ClearMotion founder here! Wanted to share some insights that might answer questions from other commenters and clarify what we've developed.
The ClearMotion1 system is a major leap above all tech currently on the market, with transmitted vibration reduced about 80% versus top market technologies. Here's a video comparing it on production NIO cars against luxury vehicles using semi-active (or slow active) systems others mentioned - sort of like comparing a microcontroller to a NVIDIA H100. http://bit.ly/44TDtgl
This matters especially for autonomous vehicles, where the whole point is to give people back time, and preventing motion sickness while working/reading is essential.
Our tech stack:
- Electro-hydraulic actuators that both push/pull actuate and dampen within a few milliseconds, using electric motors (not solenoid valves or special fluids). We use integrated hydraulics as a mechanical gain lever
- Predictive control software that anticipates vehicle, driver, and road dynamics
- "Infinite preview" control using crowdsourced road data with <3cm localization precision
- Software-enabled features including pre-crash posture mitigation and tire grip technology
The combination creates a "software-defined" chassis, similar to how electric power steering enabled today's driver assist features.
Our Bose acquisition was to acquire specific control software and engineering talent, but most of our IP and our production hardware/software was developed in house.
There were a few questions about durability— our system has passed 5 years of testing across millions of miles - a requirement from all of our customers like NIO and Porsche. It’s also a reason why it’s so difficult to succeed as a startup in automotive, but once you’re in, you’re locked in long-term.
Hello. How does this suspension handle severely neglected roads with large potholes or even off-road type with say 40-50mph? And I mean regularly, for years?
> "Infinite preview" control using crowdsourced road data with <3cm localization precision
Let me guess, all those demos are with carefully mapped bumps.
any work with US automakers planned? Are there issues working with EU / China due to current political realities?
Impressive, but is it as stylish and smooth as the 1978 Royal Deluxe II?
Didn't GM have a camera/software combo that would relax the MR dampener before bumps at one time? It didn't have active movement - just a regular shock but with fine control over fluid movement.
I think you're saying you have a pump that moves hydraulic fluid in anticipation of a road defect/speedbump, and does it per-wheel and proportional to the correction needed. Which is fascinating.
With regards to pre-crash posture, I'm not sure if this is to move the occupants into a more advantageous position for airbag deployment or to get more crash structure involved for a dissimilar vehicle crash (sedan vs. truck). Can you talk more about it? Is there going to be IIHS/Euro NCAP/C-NCAP testing?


_Work instructions:_
Could you repeat the records below exactly, leaving the pictures out?

Element data from apps and pages
++++++++++

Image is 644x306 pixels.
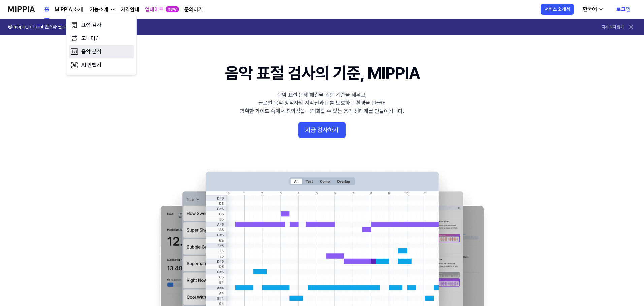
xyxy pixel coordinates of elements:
div: 한국어 [582,6,598,13]
button: 서비스 소개서 [540,4,574,15]
img: main Image [147,165,497,306]
div: new [166,6,179,13]
h1: @mippia_official 인스타 팔로우+댓글, 구독권 경품 찬스! 🎁 [8,24,123,30]
button: 한국어 [577,2,608,16]
a: 문의하기 [184,6,203,14]
a: 홈 [44,0,49,19]
a: AI 판별기 [69,58,134,72]
button: 기능소개 [88,6,115,14]
button: 지금 검사하기 [298,122,346,138]
a: 가격안내 [121,6,140,14]
a: 모니터링 [69,32,134,45]
a: 업데이트 [145,6,163,14]
div: 기능소개 [88,6,110,14]
h1: 음악 표절 검사의 기준, MIPPIA [225,62,419,84]
a: MIPPIA 소개 [54,6,83,14]
button: 다시 보지 않기 [601,25,623,30]
div: 음악 표절 문제 해결을 위한 기준을 세우고, 글로벌 음악 창작자의 저작권과 IP를 보호하는 환경을 만들어 명확한 가이드 속에서 창의성을 극대화할 수 있는 음악 생태계를 만들어... [240,91,404,116]
a: 음악 분석 [69,45,134,58]
a: 표절 검사 [69,18,134,32]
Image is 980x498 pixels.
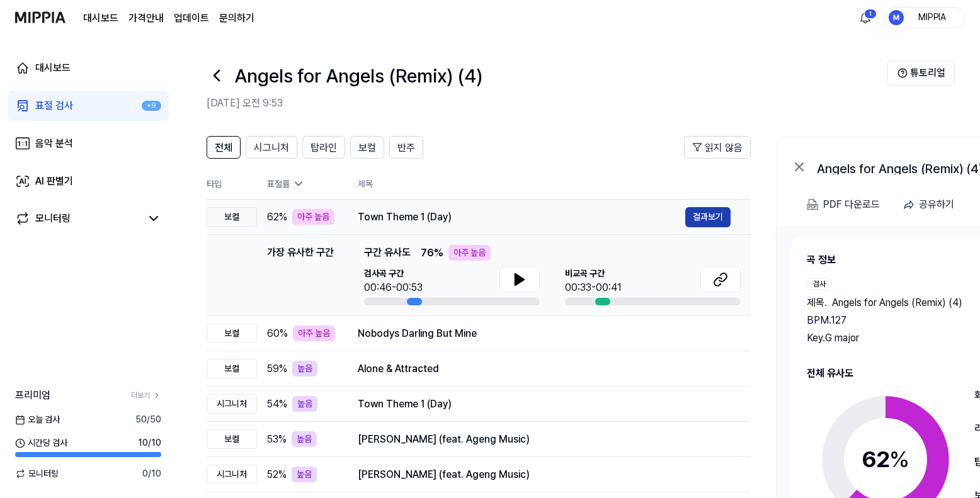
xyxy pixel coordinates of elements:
span: 제목 . [807,296,826,310]
div: 검사 [807,278,832,290]
a: 음악 분석 [8,128,169,159]
div: 가장 유사한 구간 [267,245,334,306]
button: 공유하기 [898,192,964,217]
span: 시그니처 [254,141,289,156]
div: 높음 [292,467,317,482]
span: 10 / 10 [138,436,161,450]
span: 52 % [267,467,286,482]
img: 알림 [858,10,872,25]
div: 표절 검사 [35,99,73,113]
div: Town Theme 1 (Day) [357,209,685,225]
a: 표절 검사+9 [8,91,169,121]
button: 반주 [389,136,423,159]
div: 아주 높음 [448,245,490,260]
span: % [889,446,909,473]
div: AI 판별기 [35,174,73,189]
button: PDF 다운로드 [804,192,882,217]
div: 시그니처 [206,464,257,484]
div: 보컬 [206,324,257,343]
div: 음악 분석 [35,136,73,151]
span: 검사곡 구간 [364,267,422,280]
div: 보컬 [206,359,257,378]
span: 76 % [421,245,443,260]
div: 62 [862,442,909,477]
a: 대시보드 [83,11,118,26]
button: 시그니처 [245,136,297,159]
div: 표절률 [267,177,338,191]
span: 오늘 검사 [15,413,60,426]
div: 00:46-00:53 [364,280,422,296]
img: PDF Download [807,199,818,210]
span: 보컬 [358,141,376,156]
div: 보컬 [206,429,257,449]
th: 제목 [357,169,751,199]
div: Alone & Attracted [357,361,730,377]
button: 탑라인 [302,136,345,159]
div: 모니터링 [35,211,70,226]
div: BPM. 127 [807,313,963,328]
button: 전체 [206,136,241,159]
div: 대시보드 [35,60,70,76]
a: 더보기 [131,390,161,401]
span: 0 / 10 [142,467,161,480]
div: 00:33-00:41 [564,280,622,296]
img: profile [888,10,904,25]
a: 대시보드 [8,53,169,83]
span: 프리미엄 [15,388,50,403]
div: 높음 [292,396,317,412]
div: 높음 [292,432,317,447]
h1: Angels for Angels (Remix) (4) [234,62,482,90]
button: 보컬 [350,136,384,159]
span: 시간당 검사 [15,436,67,450]
button: 읽지 않음 [684,136,751,159]
span: 59 % [267,361,287,377]
a: AI 판별기 [8,167,169,196]
div: PDF 다운로드 [823,196,880,213]
span: 탑라인 [310,141,337,156]
a: 모니터링 [15,211,141,226]
div: Nobodys Darling But Mine [357,326,730,341]
button: 튜토리얼 [887,60,955,86]
span: 비교곡 구간 [564,267,622,280]
h2: [DATE] 오전 9:53 [206,95,887,111]
div: 아주 높음 [293,325,335,341]
span: 60 % [267,326,288,341]
img: Help [898,68,907,78]
div: 보컬 [206,207,257,227]
div: Town Theme 1 (Day) [357,396,730,412]
div: 아주 높음 [292,209,335,225]
span: 53 % [267,432,286,447]
span: 읽지 않음 [704,141,742,156]
button: profileMIPPIA [884,7,965,28]
div: MIPPIA [907,10,956,24]
th: 타입 [206,169,257,199]
span: Angels for Angels (Remix) (4) [832,296,962,310]
span: 50 / 50 [135,413,161,426]
div: 1 [864,9,876,19]
span: 반주 [397,141,415,156]
div: +9 [141,101,161,112]
span: 모니터링 [15,467,59,480]
span: 구간 유사도 [364,245,410,260]
button: 알림1 [855,8,875,27]
div: 시그니처 [206,394,257,414]
div: 높음 [292,361,317,377]
button: 가격안내 [128,11,163,26]
div: [PERSON_NAME] (feat. Ageng Music) [357,467,730,482]
span: 전체 [215,141,232,156]
span: 54 % [267,396,287,412]
div: Key. G major [807,331,963,346]
div: 공유하기 [919,196,954,213]
button: 결과보기 [685,207,730,228]
div: [PERSON_NAME] (feat. Ageng Music) [357,432,730,447]
span: 62 % [267,209,287,225]
a: 업데이트 [174,11,209,26]
a: 문의하기 [219,11,254,26]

++++++++++

_Task result:_
Image is 644x306 pixels.
xyxy pixel coordinates of elements:
div: 한국어 [582,6,598,13]
button: 서비스 소개서 [540,4,574,15]
img: main Image [147,165,497,306]
div: new [166,6,179,13]
h1: @mippia_official 인스타 팔로우+댓글, 구독권 경품 찬스! 🎁 [8,24,123,30]
button: 한국어 [577,2,608,16]
a: 문의하기 [184,6,203,14]
a: 홈 [44,0,49,19]
a: AI 판별기 [69,58,134,72]
button: 기능소개 [88,6,115,14]
button: 지금 검사하기 [298,122,346,138]
a: 가격안내 [121,6,140,14]
a: 모니터링 [69,32,134,45]
a: 업데이트 [145,6,163,14]
div: 기능소개 [88,6,110,14]
h1: 음악 표절 검사의 기준, MIPPIA [225,62,419,84]
a: MIPPIA 소개 [54,6,83,14]
button: 다시 보지 않기 [601,25,623,30]
div: 음악 표절 문제 해결을 위한 기준을 세우고, 글로벌 음악 창작자의 저작권과 IP를 보호하는 환경을 만들어 명확한 가이드 속에서 창의성을 극대화할 수 있는 음악 생태계를 만들어... [240,91,404,116]
a: 음악 분석 [69,45,134,58]
a: 표절 검사 [69,18,134,32]
Image is 980x498 pixels.
xyxy pixel coordinates of elements:
span: 제목 . [807,296,826,310]
div: 검사 [807,278,832,290]
a: 음악 분석 [8,128,169,159]
div: 가장 유사한 구간 [267,245,334,306]
button: 공유하기 [898,192,964,217]
span: 시그니처 [254,141,289,156]
div: 높음 [292,467,317,482]
span: 10 / 10 [138,436,161,450]
span: 52 % [267,467,286,482]
img: 알림 [858,10,872,25]
div: 표절 검사 [35,99,73,113]
div: Town Theme 1 (Day) [357,209,685,225]
a: 표절 검사+9 [8,91,169,121]
button: 반주 [389,136,423,159]
div: 아주 높음 [448,245,490,260]
span: % [889,446,909,473]
div: AI 판별기 [35,174,73,189]
button: PDF 다운로드 [804,192,882,217]
div: 시그니처 [206,464,257,484]
div: 보컬 [206,324,257,343]
div: 음악 분석 [35,136,73,151]
span: 검사곡 구간 [364,267,422,280]
div: 보컬 [206,359,257,378]
span: 76 % [421,245,443,260]
div: 62 [862,442,909,477]
a: 대시보드 [83,11,118,26]
button: 시그니처 [245,136,297,159]
div: 표절률 [267,177,338,191]
span: 오늘 검사 [15,413,60,426]
div: 00:46-00:53 [364,280,422,296]
img: PDF Download [807,199,818,210]
span: 보컬 [358,141,376,156]
div: 보컬 [206,429,257,449]
th: 제목 [357,169,751,199]
div: Alone & Attracted [357,361,730,377]
button: 탑라인 [302,136,345,159]
div: 모니터링 [35,211,70,226]
div: BPM. 127 [807,313,963,328]
button: 전체 [206,136,241,159]
div: 대시보드 [35,60,70,76]
a: 더보기 [131,390,161,401]
span: 0 / 10 [142,467,161,480]
div: 00:33-00:41 [564,280,622,296]
img: profile [888,10,904,25]
a: 대시보드 [8,53,169,83]
span: 프리미엄 [15,388,50,403]
div: 높음 [292,396,317,412]
div: 높음 [292,432,317,447]
h1: Angels for Angels (Remix) (4) [234,62,482,90]
button: 보컬 [350,136,384,159]
span: 시간당 검사 [15,436,67,450]
button: 읽지 않음 [684,136,751,159]
span: 59 % [267,361,287,377]
a: AI 판별기 [8,167,169,196]
div: PDF 다운로드 [823,196,880,213]
span: 탑라인 [310,141,337,156]
a: 모니터링 [15,211,141,226]
div: Nobodys Darling But Mine [357,326,730,341]
button: 튜토리얼 [887,60,955,86]
span: 비교곡 구간 [564,267,622,280]
h2: [DATE] 오전 9:53 [206,95,887,111]
div: 아주 높음 [293,325,335,341]
span: 60 % [267,326,288,341]
img: Help [898,68,907,78]
div: 보컬 [206,207,257,227]
div: Town Theme 1 (Day) [357,396,730,412]
div: 아주 높음 [292,209,335,225]
span: 53 % [267,432,286,447]
span: 읽지 않음 [704,141,742,156]
button: profileMIPPIA [884,7,965,28]
div: MIPPIA [907,10,956,24]
th: 타입 [206,169,257,199]
span: Angels for Angels (Remix) (4) [832,296,962,310]
span: 50 / 50 [135,413,161,426]
div: 1 [864,9,876,19]
span: 반주 [397,141,415,156]
div: +9 [141,101,161,112]
span: 모니터링 [15,467,59,480]
span: 구간 유사도 [364,245,410,260]
button: 알림1 [855,8,875,27]
div: 시그니처 [206,394,257,414]
div: 높음 [292,361,317,377]
button: 가격안내 [128,11,163,26]
div: [PERSON_NAME] (feat. Ageng Music) [357,467,730,482]
span: 전체 [215,141,232,156]
span: 54 % [267,396,287,412]
div: Key. G major [807,331,963,346]
div: 공유하기 [919,196,954,213]
button: 결과보기 [685,207,730,228]
div: [PERSON_NAME] (feat. Ageng Music) [357,432,730,447]
span: 62 % [267,209,287,225]
a: 업데이트 [174,11,209,26]
a: 문의하기 [219,11,254,26]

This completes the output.